LETTERS: Utility rates; drone defense innovation
Utility’s new peak rates
To piggyback on the recent letter from H. Wayne Hall (Gazette 3/24) regarding the price gouging of Colorado Springs Utilities’ new peak rates, I couldn’t agree more. I just don’t understand why CSU even needs a peak rate during the winter months, when cumulative ratepayer demand is significantly lower than in the summer.
It really makes no sense, other than to fund its useless and unnecessary pet projects, like the City’s fiber optic network (high capital cost, no benefit to rate-payers).
Well, since “we’re all connected” (because we have no other choice), I guess I will have to skip the Christmas lights this year, thanks to the high electric rates from 5 pm-9 pm in the winter. Thanks again CSU for gouging us and Merry Christmas with your revenue windfall.
Chase Vendl
Colorado Springs
Bill 98 and the recent poll
The manner in which Bill 98 is being regarded & presented trivializes noise as a public health & environmental hazard, as well as downplays the elimination of citizen legal rights. Laws are created to protect everyone equally, even if those individuals are in a minority.
The scope of the existing Noise Abatement Act is two-fold. The first is public health and the second is environmental protection.
Public health and environmental protection policy decisions are significant matters & typically are made with direction from informed professionals not by local popularity contests ( i.e. polls ).
Public health law’s intent is to uniformly promote general public welfare & address hazards that threaten the population & environment. Such laws should address inequities, not create them, and cannot be subject to the vicissitudes of the highest bidder or the loudest voice. Noise regulation, whether purchased or the result of a local popularity contest, will result in piecemeal laws scattered across the state, which is inherently discriminatory. In such a scenario, monied interests can easily influence local policy rendering segments of the population vulnerable and without recourse.
For- profit entities are motivated by profit, not public health or environmental protection.
Imagine if the tobacco industry had been successful in steering smoking policy into the arena of popular opinion. If the tobacco companies and their paid lobbyists were allowed to influence laws and elections based solely on popularity, society might still have indoor public smoking.
Murray Relf , M.D.
Colorado Springs
Drone defense innovation
Ukraine has pivoted from its historic role as the “Breadbasket of the World” to a global leader in drone defense innovation. This shift was necessitated by Russia’s violation of the 1994 Budapest Memorandum, beginning with the 2014 seizure of Crimea and culminating in the 2022 invasion.
To offset Russia’s numerical advantages, Ukraine developed a “drone wall” through scalable, cost-effective innovation. As Dmytro Kavun of Dignitas Ukraine notes, the strategy is to fight smarter; Douglas Davis a volunteer with the Ukrainian Alliance for Medical Exchange and Development adds that distributed interceptor drones provide a sustainable counter to cheap swarm tactics. Ukraine is now exporting this expertise to help the US and Gulf states defend against Iranian drone attacks.
Meanwhile, Ukraine’s agricultural capacity has suffered significantly. Due to landmines and explosives, accessible land has dropped to 24 million hectares. Consequently, production fell from over 100 million tons of grains and oilseeds in 2021 to approximately 75 million tons in 2025.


Copy, pictures aside: the lines below from the one that holds "Identify all the" through the final line of the listing, both ends included, exactly as they are and nothing else.

**Data to use**
BEGIN

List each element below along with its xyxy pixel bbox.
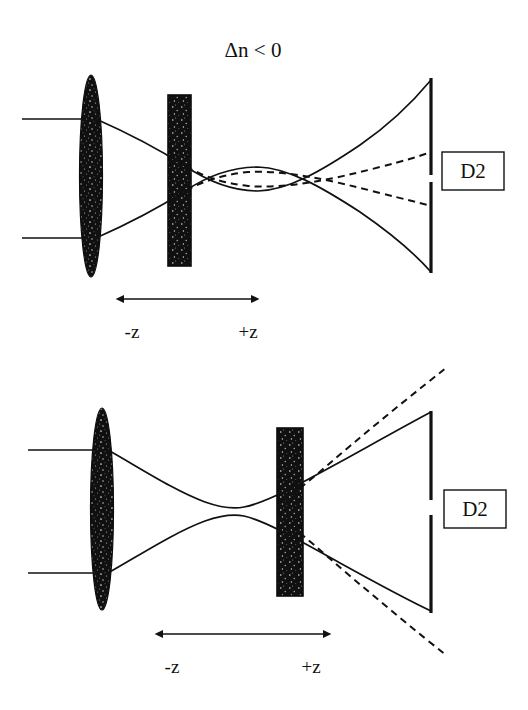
sample-slab: [168, 95, 191, 266]
detector-label-box: D2: [444, 490, 506, 528]
figure-canvas: Δn < 0 D2 -z +z: [0, 0, 528, 710]
detector-label-box: D2: [442, 152, 504, 190]
linear-beam-upper: [96, 80, 431, 191]
z-negative-label: -z: [125, 321, 140, 342]
linear-beam-lower: [108, 515, 431, 611]
bottom-panel: D2 -z +z: [28, 368, 506, 677]
z-positive-label: +z: [238, 321, 257, 342]
lens: [80, 75, 103, 277]
zscan-figure: Δn < 0 D2 -z +z: [0, 0, 528, 710]
sample-slab: [277, 428, 303, 596]
detector-label: D2: [460, 159, 486, 183]
nonlinear-beam-lower: [176, 172, 431, 206]
lens: [91, 408, 114, 610]
figure-title: Δn < 0: [225, 38, 282, 62]
z-positive-label: +z: [301, 656, 320, 677]
linear-beam-upper: [108, 412, 431, 508]
top-panel: D2 -z +z: [22, 75, 504, 342]
linear-beam-lower: [96, 167, 431, 272]
z-negative-label: -z: [165, 656, 180, 677]
detector-label: D2: [462, 497, 488, 521]
nonlinear-beam-upper: [281, 368, 446, 503]
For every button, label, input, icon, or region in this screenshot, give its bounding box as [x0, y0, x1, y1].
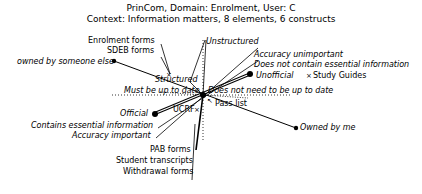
label-owned-by-me: Owned by me — [300, 123, 356, 132]
label-pab-forms: PAB forms — [150, 145, 191, 154]
element-spike-unstructured — [203, 40, 206, 95]
element-marker-ucrf: × — [194, 106, 200, 114]
pole-dot-official — [152, 111, 158, 117]
element-line-pab — [196, 95, 203, 150]
pole-dot-unofficial — [247, 71, 253, 77]
label-ucrf: UCRF — [173, 105, 195, 114]
label-no-essential-info: Does not contain essential information — [254, 60, 409, 69]
label-pass-list: Pass list — [215, 99, 247, 108]
element-marker-pass-list: ↖ — [207, 97, 213, 105]
element-marker-study-guides: × — [306, 72, 312, 80]
label-unofficial: Unofficial — [256, 71, 294, 80]
label-structured: Structured — [155, 75, 198, 84]
label-accuracy-unimportant: Accuracy unimportant — [253, 50, 344, 59]
label-accuracy-important: Accuracy important — [71, 131, 152, 140]
pole-dot-owned-me — [294, 126, 298, 130]
origin-hub — [200, 92, 206, 98]
principal-components-plot: × × × ↖ Enrolment forms SDEB forms owned… — [0, 0, 422, 194]
label-study-guides: Study Guides — [313, 71, 366, 80]
label-no-need-up-to-date: Does not need to be up to date — [208, 86, 333, 95]
label-contains-essential-info: Contains essential information — [31, 121, 153, 130]
label-withdrawal-forms: Withdrawal forms — [123, 167, 193, 176]
label-must-be-up-to-date: Must be up to date — [124, 86, 200, 95]
label-sdeb-forms: SDEB forms — [107, 46, 154, 55]
label-unstructured: Unstructured — [206, 37, 259, 46]
label-student-transcripts: Student transcripts — [116, 156, 193, 165]
label-official: Official — [120, 109, 149, 118]
label-enrolment-forms: Enrolment forms — [88, 36, 155, 45]
label-owned-by-someone-else: owned by someone else — [17, 57, 114, 66]
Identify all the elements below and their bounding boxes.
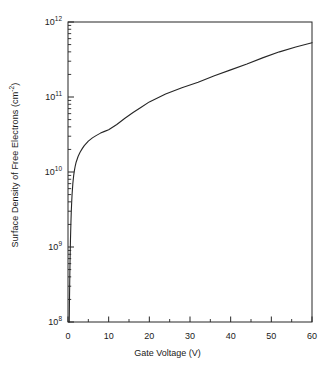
x-axis-ticks <box>68 317 312 323</box>
y-axis-ticks <box>68 22 74 322</box>
data-curve-surface-density <box>69 43 312 322</box>
plot-svg <box>0 0 335 373</box>
plot-frame <box>68 22 312 322</box>
figure-container: Surface Density of Free Electrons (cm-2)… <box>0 0 335 373</box>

END

**Completed exercise**
Identify all the elements below and their bounding boxes.
x-axis-ticks <box>68 317 312 323</box>
y-axis-ticks <box>68 22 74 322</box>
data-curve-surface-density <box>69 43 312 322</box>
plot-svg <box>0 0 335 373</box>
plot-frame <box>68 22 312 322</box>
figure-container: Surface Density of Free Electrons (cm-2)… <box>0 0 335 373</box>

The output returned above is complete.